[CR]Beryl Burton

Topics: History:Norris Lockley Racing:Beryl Burton
(Example: Framebuilding:Restoration)

From: "Norris Lockley" <norris@norrislockley.wanadoo.co.uk>
To: <Classicrendezvous@bikelist.org>
Date: Tue, 13 Dec 2005 11:01:39 -0000
Subject: [CR]Beryl Burton

I reckon Mike Butler should be the one to give chapter and verse on Beryl's achievements, as he has a wonderful fund of knowledge of these things.

The photo of Beryl is quite an old one probably taken when she had just started racing fro the Morley Wheelers club, one of many "clubmens' clubs in and about the close-knit industrial area of Leeds, Bradford, Huddersfield. I came from the last named one..the home of the Huddersfield Road Club and many excellent riders..not including myself unfortunately, although I was a member. There was fierce competition between the clubs particularly in time-trial events..and of course the fastest rider over a number of specific distances would win the covetted Yorkshire Best All-Rouinder Award for the season.

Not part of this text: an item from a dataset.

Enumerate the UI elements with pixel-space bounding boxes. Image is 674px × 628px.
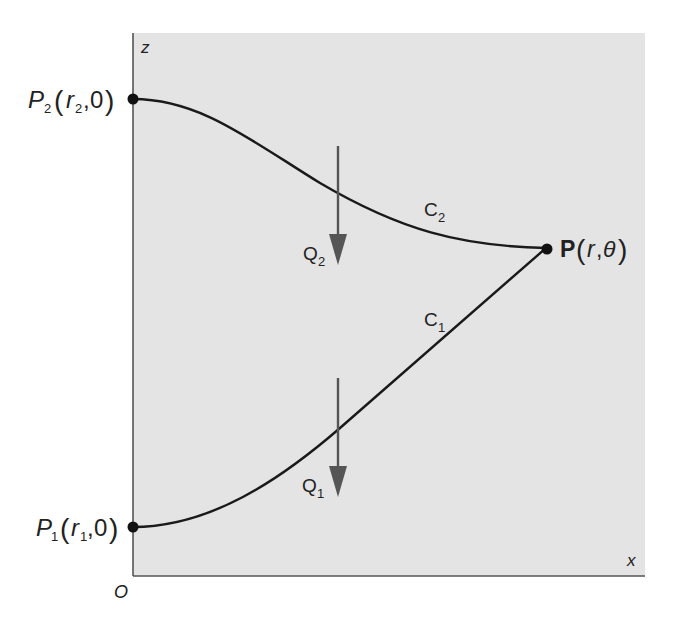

Beryl's bike gives me the idea that the photo was mid-50s or even earlier in that decade, as she is still riding a steel chainset..TA 5-pin ones were just becoming popular at that time. The frame could be a JRJ (an earlier incarnation of Bob Jackson), whose transfers were always very small on the D down-tube...and there is possibly a contrasting panel on the seat-tube..very normal in the 50s. JRJ were about 7 miles from Morley. Carlton frames were also very popular with "testers" (time-trialers) in those days.

I think the photo is pre- Ron Kitching days, as Ron would have insisted on his large black and white transfers on the frame. Harrogate, Kitching's base is not far from Morley just the other side of Leeds, and into the Yorkshire Dales, and even closer to Shipley where Doug Fattic worked with Ellis-Briggs. I reckon it very likely that Briggs could have built Beryl's frames in the early "Kitching" era, because the Shipley firm was a very important customer for Ron's range of imported continental "goodies".

Once Beryl became a proper almost semi-sponsored rider in the Kitching stable, her frames were made by MKM in which Ron was a major shareholder. Probably either Wes Mason, or Arthur Metcalfe would have built the frames, but more likely the former. Towards the end of the Burton-Kitching-MKM era it was foreman- builder, Steve Elsworth, who built them.

Alhough I was riding very actively at the time Beryl was at her best, I never raced against her,and cannot recall meeting her in the cafes, such as "Ye Olde Bente Poker" in Otley, or the CTC Club houses either after or before the races. She must have been there because, in Yorkshire, everyone was. I knew her husband Charley very well as he was the warehouse foreman for Kitching's business, with which I traded for many years, but it wasn't until about six months before her fatal accident that I met the great lady herself. The occasion was the end of season National Hillclimb Championship that was being held in the Lake District not far from where I live. While cheering on one of the riders I had sponsored I felt Charley's hand on my shoulder...and was then introduced to Beryl who was standing at his side. Both were holding there bikes upright.

He expained that they had driven up the dale in their converted delivery van, slept in sleeping bags overnight on the floor..and then cycled the rest of the way through the hills that morning so that they could " get some training miles in".

That day as I looked at that incredible athlete whom I had just had the honour of meeting, I realised just how pampered were most of our "then" star riders, with their carbon-equiped machines, sponsored cars, often soigneurs etc etc..and none of them ever achieved anything comparable to the palmares of that modest "club woman".. but they certainly earned more money for their efforts. It is true as Doug related that once Beryl's daughter, who also rode for the Morley club, started to beat her mother's times..and to steal races from her..the mother-daughter relationship started to become very estranged, until they stopped speaking for some while. Finally there was a rapprochement...probably when Beryl came to realise that she had to t come to terms with her own aging process, but even then she was an incredible force to be reckoned with.

I think that the photo of Beryl captures beautifully her closed-knee style of riding.and I like to imagine that the time-trial she was riding..and was probably winning, was an "evening 10"...first "man" off at 7 o'clock..after everyone had had the chance to recover from a full day at work, eat, change clothes ..and ride out to the start. Then down to the "pub" afterwards for a beer before riding home again.

Norris Lockley, Settle UK..and trying to resist the temptation to say "..and those were the days!"